Common plants can become rare, while rare plants may go locally extinct, and new plants may colonise a wood and start to spread. In Wytham Woods, between 1974 and 1991, Bramble went from being the dominant plant over large areas, to making an almost insignificant contribution to the structure of the ground flora. By 2018 it had recovered enough to become a trip hazard again. The grass False Brome Brachypodium sylvaticum was scarce in these woods in the 1970s but is now locally dominant.

The Wytham work is only one of many local and national surveys of woodland vegetation organised during the last half of the 20th century (Peterken 1993, Kirby et al. 2005). In the late 1970s and 1980s I spent a lot of time travelling round the country looking at woods with clipboard in hand and quadrat poles on my back. Many others were similarly engaged, as conservation organisations took advantage of funding available under the then Government’s job creation programmes.

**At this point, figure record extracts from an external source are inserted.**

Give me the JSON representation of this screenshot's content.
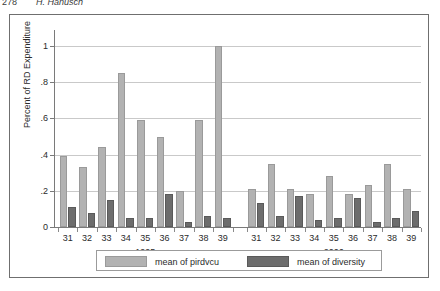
{
  "page_header": {
    "folio": "278",
    "running_title": "H. Hanusch"
  },
  "legend": {
    "position": "bottom-center",
    "entries": [
      {
        "label": "mean of pirdvcu",
        "color": "#b2b2b2",
        "swatch": "light-gray-swatch"
      },
      {
        "label": "mean of diversity",
        "color": "#6d6d6d",
        "swatch": "dark-gray-swatch"
      }
    ]
  },
  "chart_data": {
    "type": "bar",
    "title": "",
    "xlabel": "",
    "ylabel": "Percent of RD Expenditure",
    "ylim": [
      0,
      1
    ],
    "yticks": [
      0,
      0.2,
      0.4,
      0.6,
      0.8,
      1
    ],
    "ytick_labels": [
      "0",
      ".2",
      ".4",
      ".6",
      ".8",
      "1"
    ],
    "grid": true,
    "grouped": true,
    "group_labels": [
      "1995",
      "2006"
    ],
    "categories": [
      "31",
      "32",
      "33",
      "34",
      "35",
      "36",
      "37",
      "38",
      "39"
    ],
    "groups": [
      {
        "name": "1995",
        "series": [
          {
            "name": "mean of pirdvcu",
            "values": [
              0.39,
              0.33,
              0.44,
              0.85,
              0.59,
              0.5,
              0.2,
              0.59,
              1.0
            ]
          },
          {
            "name": "mean of diversity",
            "values": [
              0.11,
              0.08,
              0.15,
              0.05,
              0.05,
              0.18,
              0.03,
              0.06,
              0.05
            ]
          }
        ]
      },
      {
        "name": "2006",
        "series": [
          {
            "name": "mean of pirdvcu",
            "values": [
              0.21,
              0.35,
              0.21,
              0.18,
              0.28,
              0.18,
              0.23,
              0.35,
              0.21
            ]
          },
          {
            "name": "mean of diversity",
            "values": [
              0.13,
              0.06,
              0.17,
              0.04,
              0.05,
              0.16,
              0.03,
              0.05,
              0.09
            ]
          }
        ]
      }
    ]
  }
}
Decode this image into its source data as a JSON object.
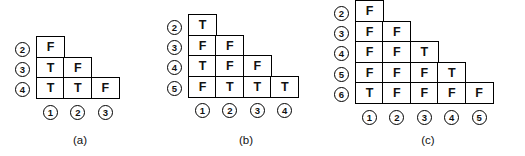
{
  "figure": {
    "background_color": "#ffffff",
    "line_color": "#000000",
    "text_color": "#111111",
    "panels": [
      {
        "id": "a",
        "caption": "(a)",
        "row_labels": [
          "2",
          "3",
          "4"
        ],
        "col_labels": [
          "1",
          "2",
          "3"
        ],
        "rows": [
          [
            "F"
          ],
          [
            "T",
            "F"
          ],
          [
            "T",
            "T",
            "F"
          ]
        ],
        "origin_x": 36,
        "origin_y": 38,
        "caption_x": 80,
        "caption_y": 134
      },
      {
        "id": "b",
        "caption": "(b)",
        "row_labels": [
          "2",
          "3",
          "4",
          "5"
        ],
        "col_labels": [
          "1",
          "2",
          "3",
          "4"
        ],
        "rows": [
          [
            "T"
          ],
          [
            "F",
            "F"
          ],
          [
            "T",
            "F",
            "F"
          ],
          [
            "F",
            "T",
            "T",
            "T"
          ]
        ],
        "origin_x": 188,
        "origin_y": 16,
        "caption_x": 246,
        "caption_y": 134
      },
      {
        "id": "c",
        "caption": "(c)",
        "row_labels": [
          "2",
          "3",
          "4",
          "5",
          "6"
        ],
        "col_labels": [
          "1",
          "2",
          "3",
          "4",
          "5"
        ],
        "rows": [
          [
            "F"
          ],
          [
            "F",
            "F"
          ],
          [
            "F",
            "F",
            "T"
          ],
          [
            "F",
            "F",
            "F",
            "T"
          ],
          [
            "T",
            "F",
            "F",
            "F",
            "F"
          ]
        ],
        "origin_x": 355,
        "origin_y": 2,
        "caption_x": 428,
        "caption_y": 134
      }
    ],
    "cell_width": 29,
    "cell_height": 22
  }
}
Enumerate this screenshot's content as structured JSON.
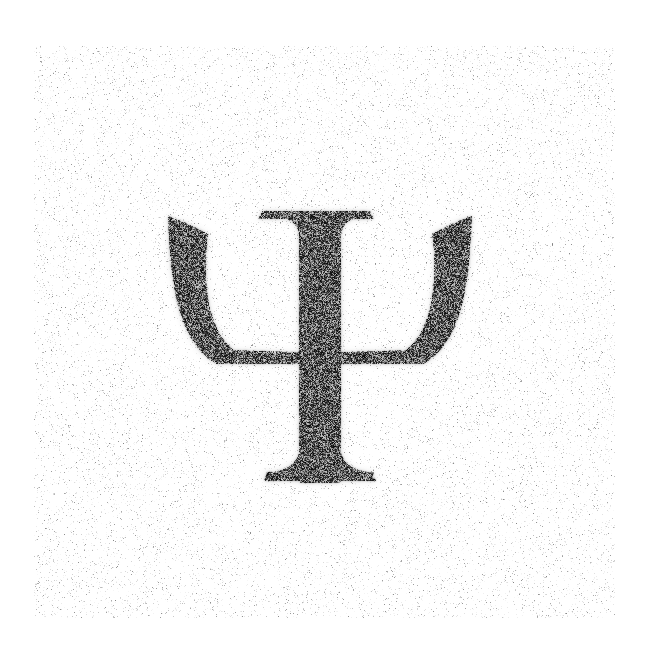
{
  "image": {
    "width": 645,
    "height": 652,
    "background_color": "#ffffff",
    "title": "Noisy rendering of Greek capital letter Psi"
  },
  "glyph": {
    "character": "Ψ",
    "name": "greek-capital-letter-psi",
    "font_style": "serif",
    "ink_color": "#1a1a1a",
    "bounding_box": {
      "x": 168,
      "y": 212,
      "width": 304,
      "height": 271
    },
    "center": {
      "x": 320,
      "y": 347
    },
    "cap_height_px": 271,
    "parts": [
      {
        "name": "top-serif",
        "x": 258,
        "y": 211,
        "width": 116,
        "height": 8
      },
      {
        "name": "vertical-stem",
        "x": 292,
        "y": 212,
        "width": 42,
        "height": 271
      },
      {
        "name": "left-arm",
        "x": 168,
        "y": 216,
        "width": 110,
        "height": 152
      },
      {
        "name": "right-arm",
        "x": 362,
        "y": 216,
        "width": 110,
        "height": 152
      },
      {
        "name": "bowl-joint",
        "x": 226,
        "y": 352,
        "width": 190,
        "height": 12
      },
      {
        "name": "bottom-serif",
        "x": 264,
        "y": 470,
        "width": 112,
        "height": 11
      }
    ]
  },
  "noise": {
    "type": "speckle",
    "region": {
      "x": 34,
      "y": 46,
      "width": 581,
      "height": 572
    },
    "background_density_pct": 7,
    "background_tint": "#d8d8d8",
    "ink_dither_density_pct": 58,
    "ink_dark_color": "#111111",
    "blur_radius_px": 1.2,
    "seed": 20240613
  }
}
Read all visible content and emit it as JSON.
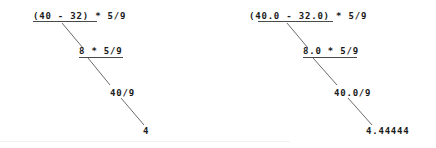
{
  "figure": {
    "background_color": "#ffffff",
    "text_color": "#1a1a1a",
    "rule_color": "#4a4a4a",
    "connector_color": "#6b6b6b"
  },
  "trees": [
    {
      "id": "integer-division-tree",
      "name": "integer-arithmetic-tree",
      "steps": [
        {
          "label": "(40 - 32) * 5/9",
          "name": "step-1"
        },
        {
          "label": "8 * 5/9",
          "name": "step-2"
        },
        {
          "label": "40/9",
          "name": "step-3"
        },
        {
          "label": "4",
          "name": "step-4-result"
        }
      ]
    },
    {
      "id": "float-division-tree",
      "name": "float-arithmetic-tree",
      "steps": [
        {
          "label": "(40.0 - 32.0) * 5/9",
          "name": "step-1"
        },
        {
          "label": "8.0 * 5/9",
          "name": "step-2"
        },
        {
          "label": "40.0/9",
          "name": "step-3"
        },
        {
          "label": "4.44444",
          "name": "step-4-result"
        }
      ]
    }
  ]
}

The results fed into the refinement of the woodland species list and into maps of the national distribution of species. Another major project set about looking at which species regularly grew together and how such groupings, sometimes called assemblages or communities, relate to soil conditions (chapter 5), climate differences across the country, or the effects of past management. These assemblages form what is now called the National Vegetation Classification (Rodwell 1991), described in chapters 6 and 7. However, one significant finding from the 1970s, arising from woodland surveys, was that old maps could be a useful way of identifying where rare and unusual woodland plants might be found, as discussed in the next chapter.